Developing Teachers as Leaders: Gradual Release of Control
Posted April 10, 2013 by Terry Wilhelm
In recent posts, we have explored the rationale and benefits for principals to share leadership with teachers, discussed the difference between sharing leadership and delegation, and examined staff meetings as a beginning place for teachers to step onstage.
It is now time to approach a thorny issue: a principal’s willingness to give up some degree of control. This is not to be taken lightly. In my experience, some principals are simply unwilling or unable to make even beginning steps toward sharing leadership because it means relinquishing some degree of control. Could this be true of you?
How willing are you to share leadership?
Here are some questions for principals to consider:
- Do I worry that teachers may not be able to perform a particular leadership function as well as I can?
- If that turns out to be true, in spite of my personal attention to developing their skills, what is the worst that could happen?
- Do I worry that teachers – or a teacher – might perform a particular leadership function better than I do?

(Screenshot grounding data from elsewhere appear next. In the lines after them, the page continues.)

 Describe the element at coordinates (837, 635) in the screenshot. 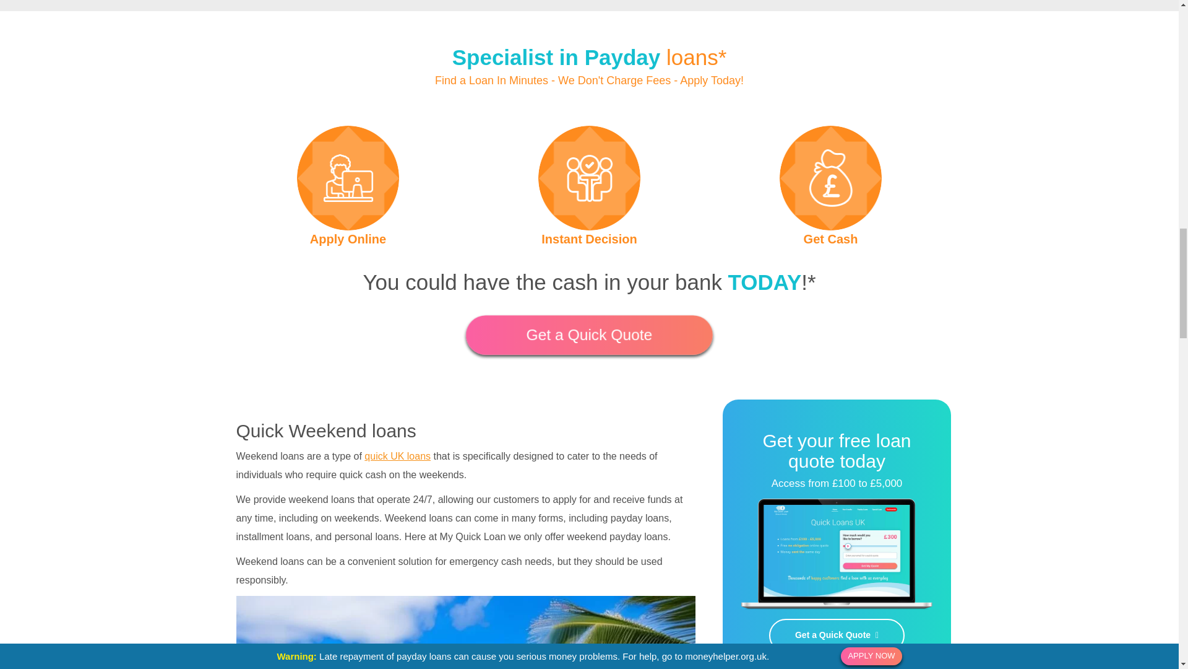

I see `Get a Quick Quote  ` at that location.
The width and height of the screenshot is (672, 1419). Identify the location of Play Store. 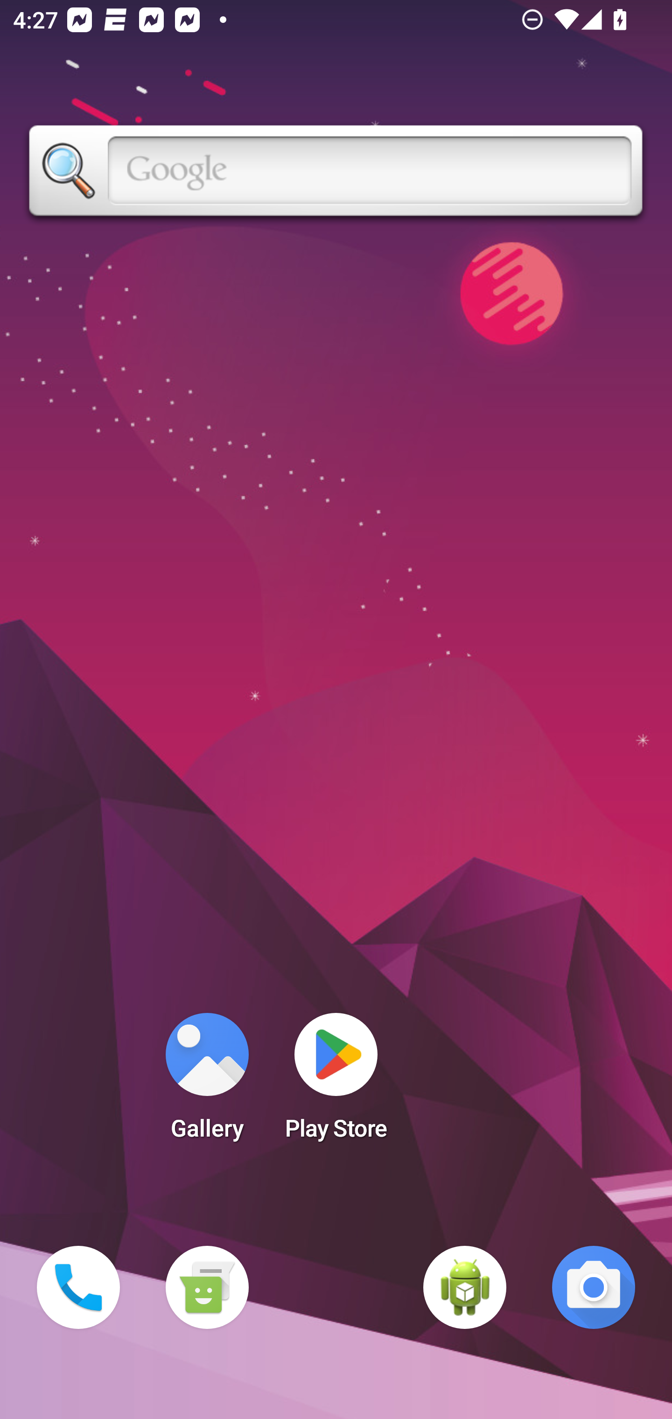
(336, 1082).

- If that turns out to be the case, what will people say? Will it be a poor reflection on me (could my job be in danger), or will people applaud my decision to develop teacher leadership because it complements my own?
- Am I uncomfortable with the possibility that my teacher leaders will challenge decisions I would make differently if they were not involved?
A tiered approach for decisions about decision-making
If the third area is troublesome, a helpful “tiered” approach will help clarify for teachers how and when their input will be used:
- Level one decisions: I will make the decision with no teacher input. Concerns in this category include school safety/security and personnel and student issues that require confidentiality. Many of the myriad decisions a principal makes in a given day are not important enough to bother busy teachers with.
- Level two decisions: I will solicit teacher input but I will still make the decision.
- Level three decisions: We will make the decision together, and I do not have a strong stake in having the outcome go a particular way.
- Level four decisions: I will put the decision on the table for discussion and the team will make it.
Using these levels and being fully transparent about them up front will help you avoid the temptation to take the disastrous action of reversing a team decision — disastrous because of the principal’s loss of credibility with the teachers on the team.
What levels of decisions should include teachers as decision makers?
Among the kinds of decisions that should fall into levels three and four are those that involve teacher collaboration, curriculum, instruction, and assessment, and many involving school-wide climate and discipline.
Shared leadership is not abdication
It is crucial to understand that sharing leadership is not abdication. Even when the principal decides to put an issue on the table for a team decision (level four), his/her influence is still important, and the team will still want to know where s/he stands on the issue. Ultimately, the principal is still responsible for everything that happens in the school, and sharing leadership does not change this.
Benefits of shared leadership
Nothing moves a school ahead — with consistently improving outcomes for all students — faster or more powerfully than teacher ownership of the improvement initiatives. “Buy-in” is never a strong enough force to gain serious momentum. Many schools have numerous staff members who minimally “bought in” to past initiatives, but often this amounted to no more than lip service. By contrast, when the teacher leaders of a school take ownership, even the most outspoken naysayers lose power.